Genre
Drama, theater
Language
English
Setting and Context
A Remote Village in a Swamp near River Niger in south Nigeria, 1958. Colonial and postcolonial period.
Narrator and Point of View
Multiple points of view including that of the author, and all the major characters.
Tone and Mood
Serious, Dramatic, chaotic.
Protagonist and Antagonist
Protagonist is Igwezu and the beggar. Antagonist is Kadiye and Igwezu's brother.
Major Conflict
Conflict between modernity and tradition; new and old; village and town, superstition and reason.
Igwezu has returned to his village after his brother seduced and kept his wife and he has lost all of his money having gone in debt to his brother.
Climax
Igwezu questions Kadiye with a barber's blade on his chin to determine if he has tampered with his sacrifices and blessings for wealth and marriage, and finds out he has. Igwezu must leave the swamp as the people of the village will come after him once they find out he threatened the priest.
Foreshadowing
Alu believing her son is dead foreshadows the truth that her son has died a death to his soul as he has betrayed his brother and family.
Kadiye's figure foretells something sinister about him.
Understatement
It is understated as to what exactly Kadiye did to Igwezu which caused him to lose the blessing of his marriage.
Allusions
The play has an allusion to capitalism, greed and corruption being chosen over family, values and morality.
Imagery
The image of Kadiye on the swivel chair Igwezu bought for his father.
The imagery of the deep darkness of the night that Igwezu must head into in order to escape persecution from the villagers.
Paradox
Alu believe her son is dead, but he is alive. Paradoxically, though he is alive he has died a different death as his morality has been corrupted and died and this is the death his mother feels.
Parallelism
Igwezu leaving his family at the end of the play parallels how his brother left nearly a decade earlier and never returned.
Personification
Kadiye becomes the personification of corruption through the power of religion.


What you return must match the listing exactly, with every image removed.

──────────────────────────────

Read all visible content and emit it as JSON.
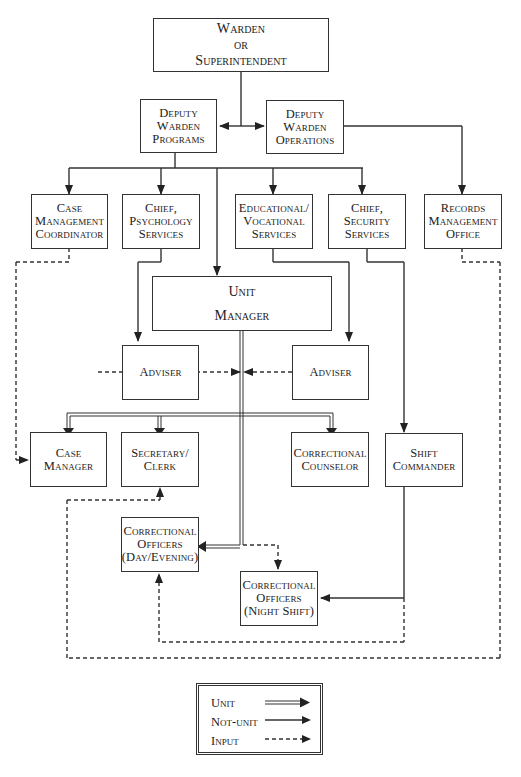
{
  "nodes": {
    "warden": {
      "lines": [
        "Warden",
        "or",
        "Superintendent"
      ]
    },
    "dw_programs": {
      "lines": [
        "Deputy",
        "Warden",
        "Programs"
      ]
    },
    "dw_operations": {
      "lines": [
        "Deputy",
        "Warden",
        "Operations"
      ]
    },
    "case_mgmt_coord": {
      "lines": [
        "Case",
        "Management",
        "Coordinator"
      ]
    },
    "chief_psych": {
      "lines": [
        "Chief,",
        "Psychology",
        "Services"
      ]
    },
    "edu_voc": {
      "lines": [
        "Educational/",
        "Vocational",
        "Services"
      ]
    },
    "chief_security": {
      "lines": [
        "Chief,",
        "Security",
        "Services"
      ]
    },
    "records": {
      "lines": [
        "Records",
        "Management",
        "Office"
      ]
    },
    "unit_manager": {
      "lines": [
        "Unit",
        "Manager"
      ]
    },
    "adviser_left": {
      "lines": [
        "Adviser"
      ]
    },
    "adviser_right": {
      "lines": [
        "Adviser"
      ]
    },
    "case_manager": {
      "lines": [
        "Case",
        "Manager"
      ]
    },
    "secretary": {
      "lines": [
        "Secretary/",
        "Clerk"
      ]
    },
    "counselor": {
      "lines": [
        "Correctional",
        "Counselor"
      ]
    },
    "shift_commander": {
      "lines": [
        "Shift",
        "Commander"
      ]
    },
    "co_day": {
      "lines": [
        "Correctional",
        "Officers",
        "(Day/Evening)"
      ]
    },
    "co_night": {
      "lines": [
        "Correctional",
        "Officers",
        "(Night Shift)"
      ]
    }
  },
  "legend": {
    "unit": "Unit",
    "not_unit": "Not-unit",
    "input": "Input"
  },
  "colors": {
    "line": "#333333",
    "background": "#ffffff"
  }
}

──────────────────────────────

Solution to the problem:
Read all visible content and emit it as JSON.
{
  "nodes": {
    "warden": {
      "lines": [
        "Warden",
        "or",
        "Superintendent"
      ]
    },
    "dw_programs": {
      "lines": [
        "Deputy",
        "Warden",
        "Programs"
      ]
    },
    "dw_operations": {
      "lines": [
        "Deputy",
        "Warden",
        "Operations"
      ]
    },
    "case_mgmt_coord": {
      "lines": [
        "Case",
        "Management",
        "Coordinator"
      ]
    },
    "chief_psych": {
      "lines": [
        "Chief,",
        "Psychology",
        "Services"
      ]
    },
    "edu_voc": {
      "lines": [
        "Educational/",
        "Vocational",
        "Services"
      ]
    },
    "chief_security": {
      "lines": [
        "Chief,",
        "Security",
        "Services"
      ]
    },
    "records": {
      "lines": [
        "Records",
        "Management",
        "Office"
      ]
    },
    "unit_manager": {
      "lines": [
        "Unit",
        "Manager"
      ]
    },
    "adviser_left": {
      "lines": [
        "Adviser"
      ]
    },
    "adviser_right": {
      "lines": [
        "Adviser"
      ]
    },
    "case_manager": {
      "lines": [
        "Case",
        "Manager"
      ]
    },
    "secretary": {
      "lines": [
        "Secretary/",
        "Clerk"
      ]
    },
    "counselor": {
      "lines": [
        "Correctional",
        "Counselor"
      ]
    },
    "shift_commander": {
      "lines": [
        "Shift",
        "Commander"
      ]
    },
    "co_day": {
      "lines": [
        "Correctional",
        "Officers",
        "(Day/Evening)"
      ]
    },
    "co_night": {
      "lines": [
        "Correctional",
        "Officers",
        "(Night Shift)"
      ]
    }
  },
  "legend": {
    "unit": "Unit",
    "not_unit": "Not-unit",
    "input": "Input"
  },
  "colors": {
    "line": "#333333",
    "background": "#ffffff"
  }
}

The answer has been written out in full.